Author: /time Magazine | Title: ARMED FORCES: Forces on the Ground | 5/11/1959 | See Source »

...Hunt. But one outsider heard the commotion. A nurse in a hospital, some 200 ft. from the jail, telephoned the town marshal, who called Sheriff W. Osborne Moody. Quickly Moody called his deputies, alerted the highway patrol, the city police. Soon a huge posse fanned out from Poplarville into the countryside of heavy woods crisscrossed with streams. Within a few hours, Mississippi's Governor James P. Coleman called...

Author: /time Magazine | Title: MISSISSIPPI: Lynch Law | 5/4/1959 | See Source »

...will need, only 650 are trained, and new pilots are qualifying at the rate of only ten per month. (To step up the process, 300 German pilots are being trained in the U.S. and 200 in Canada.) The navy is making do with one destroyer and 130-odd minesweepers, patrol boats and submarines...

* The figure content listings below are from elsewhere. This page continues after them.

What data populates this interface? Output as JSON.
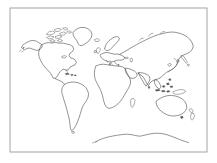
{
  "figure": {
    "kind": "world-outline-map",
    "caption": "",
    "width_px": 217,
    "height_px": 163,
    "background_color": "#ffffff",
    "frame": {
      "visible": true,
      "color": "#9a9a9a",
      "stroke_width_px": 0.9,
      "x": 10,
      "y": 8,
      "width": 197,
      "height": 144
    },
    "coastline": {
      "color": "#3a3a3a",
      "stroke_width_px": 0.55,
      "fill": "none"
    },
    "labels_visible": false,
    "graticule_visible": false,
    "legend_visible": false
  },
  "map_content": {
    "projection_hint": "equirectangular-like",
    "landmasses": [
      {
        "name": "Greenland",
        "bbox": [
          72,
          27,
          93,
          46
        ]
      },
      {
        "name": "Canadian Arctic Archipelago",
        "bbox": [
          44,
          27,
          74,
          44
        ]
      },
      {
        "name": "Alaska",
        "bbox": [
          20,
          38,
          40,
          52
        ]
      },
      {
        "name": "North America",
        "bbox": [
          24,
          40,
          78,
          78
        ]
      },
      {
        "name": "Central America",
        "bbox": [
          50,
          70,
          68,
          82
        ]
      },
      {
        "name": "Caribbean Islands",
        "bbox": [
          62,
          70,
          76,
          78
        ]
      },
      {
        "name": "South America",
        "bbox": [
          58,
          76,
          92,
          131
        ]
      },
      {
        "name": "Iceland",
        "bbox": [
          94,
          38,
          100,
          43
        ]
      },
      {
        "name": "British Isles",
        "bbox": [
          94,
          47,
          101,
          55
        ]
      },
      {
        "name": "Scandinavia",
        "bbox": [
          104,
          36,
          119,
          50
        ]
      },
      {
        "name": "Europe",
        "bbox": [
          95,
          45,
          128,
          66
        ]
      },
      {
        "name": "Mediterranean Sea",
        "bbox": [
          96,
          58,
          124,
          68
        ]
      },
      {
        "name": "Africa",
        "bbox": [
          94,
          63,
          133,
          112
        ]
      },
      {
        "name": "Madagascar",
        "bbox": [
          130,
          98,
          136,
          108
        ]
      },
      {
        "name": "Arabian Peninsula",
        "bbox": [
          124,
          66,
          138,
          80
        ]
      },
      {
        "name": "Asia",
        "bbox": [
          118,
          30,
          196,
          85
        ]
      },
      {
        "name": "India",
        "bbox": [
          138,
          70,
          152,
          86
        ]
      },
      {
        "name": "Sri Lanka",
        "bbox": [
          148,
          85,
          151,
          89
        ]
      },
      {
        "name": "China",
        "bbox": [
          152,
          55,
          180,
          78
        ]
      },
      {
        "name": "Japan",
        "bbox": [
          180,
          55,
          190,
          68
        ]
      },
      {
        "name": "Southeast Asia",
        "bbox": [
          152,
          76,
          172,
          92
        ]
      },
      {
        "name": "Indonesia",
        "bbox": [
          150,
          86,
          178,
          98
        ]
      },
      {
        "name": "New Guinea",
        "bbox": [
          172,
          88,
          186,
          96
        ]
      },
      {
        "name": "Australia",
        "bbox": [
          154,
          94,
          188,
          117
        ]
      },
      {
        "name": "Tasmania",
        "bbox": [
          180,
          115,
          184,
          119
        ]
      },
      {
        "name": "New Zealand",
        "bbox": [
          189,
          108,
          196,
          122
        ]
      },
      {
        "name": "Antarctica",
        "bbox": [
          95,
          131,
          190,
          144
        ]
      }
    ],
    "oceans_labeled": []
  }
}
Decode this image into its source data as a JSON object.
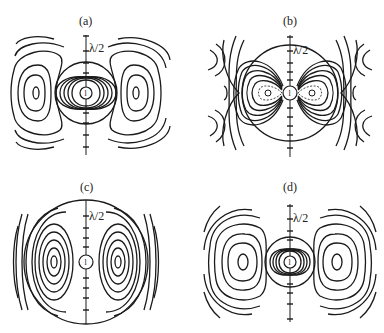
{
  "figure": {
    "line_color": "#1a1a1a",
    "background": "#ffffff",
    "panels": [
      {
        "id": "a",
        "label": "(a)",
        "scale_label": "λ/2",
        "dipole_label": "l",
        "cx": 86,
        "cy": 93
      },
      {
        "id": "b",
        "label": "(b)",
        "scale_label": "λ/2",
        "dipole_label": "l",
        "cx": 290,
        "cy": 93
      },
      {
        "id": "c",
        "label": "(c)",
        "scale_label": "λ/2",
        "dipole_label": "l",
        "cx": 86,
        "cy": 262
      },
      {
        "id": "d",
        "label": "(d)",
        "scale_label": "λ/2",
        "dipole_label": "l",
        "cx": 290,
        "cy": 262
      }
    ]
  }
}
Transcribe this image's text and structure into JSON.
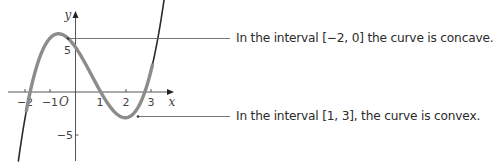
{
  "figure": {
    "axes": {
      "x_label": "x",
      "y_label": "y",
      "origin_label": "O",
      "x_ticks": [
        "−2",
        "−1",
        "1",
        "2",
        "3"
      ],
      "y_ticks": [
        "5",
        "−5"
      ]
    },
    "annotations": [
      {
        "text": "In the interval [−2, 0] the curve is concave."
      },
      {
        "text": "In the interval [1, 3], the curve is convex."
      }
    ],
    "colors": {
      "curve": "#2a2a2a",
      "curve_highlight": "#8c8c8c",
      "axes": "#555555",
      "pointer_lines": "#666666",
      "text": "#2b2b2b"
    }
  },
  "chart_data": {
    "type": "line",
    "title": "",
    "xlabel": "x",
    "ylabel": "y",
    "xlim": [
      -2.3,
      3.6
    ],
    "ylim": [
      -7.8,
      9.3
    ],
    "x_ticks": [
      -2,
      -1,
      1,
      2,
      3
    ],
    "y_ticks": [
      5,
      -5
    ],
    "grid": false,
    "series": [
      {
        "name": "cubic curve",
        "x": [
          -2.3,
          -2,
          -1.8,
          -1.5,
          -1,
          -0.6,
          0,
          0.5,
          1,
          1.5,
          2,
          2.4,
          2.75,
          3,
          3.3
        ],
        "y": [
          -7.7,
          -3.4,
          0,
          3.9,
          6.4,
          6.8,
          5.0,
          2.6,
          0,
          -1.8,
          -2.9,
          -2.4,
          0,
          3.0,
          8.6
        ]
      }
    ],
    "annotations": [
      {
        "text": "In the interval [−2, 0] the curve is concave.",
        "points_to": [
          -0.6,
          6.8
        ]
      },
      {
        "text": "In the interval [1, 3], the curve is convex.",
        "points_to": [
          2.4,
          -2.9
        ]
      }
    ],
    "features": {
      "local_max": [
        -0.6,
        6.8
      ],
      "local_min": [
        2.0,
        -3.0
      ],
      "y_intercept": 5,
      "x_intercepts": [
        -1.8,
        1,
        2.75
      ]
    }
  }
}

Author: /time Magazine | Title: Foreign News: Speeding Up | 5/4/1959 | See Source »

Last week the Navy announced the appointment of the first chaplain to be assigned to active duty aboard submarines on patrol: the Rev. John Laboon Jr., lieutenant. His watery parish will consist mostly of nuclear-powered subs carrying ballistic missiles. "I hope to have a large parish before long," says Father Laboon. "At sea I'll care for the men; on the base I'll look out for their families...

Author: /time Magazine | Title: Religion: Underwater Parish | 5/4/1959 | See Source »

Says Father Laboon, who is soon to be joined by a Protestant chaplain: "The 60-day patrol of the atomic sub Seawolf," he explains, "indicated a need for religious coverage. We have crews away from port for extended periods, weeks on end of living with an atomic reactor, and soon, ballistic missiles as well. These patrols are almost the equivalent of war, in the minds of all who are involved in them, and morale must be kept high...

Author: /time Magazine | Title: Religion: Underwater Parish | 5/4/1959 | See Source »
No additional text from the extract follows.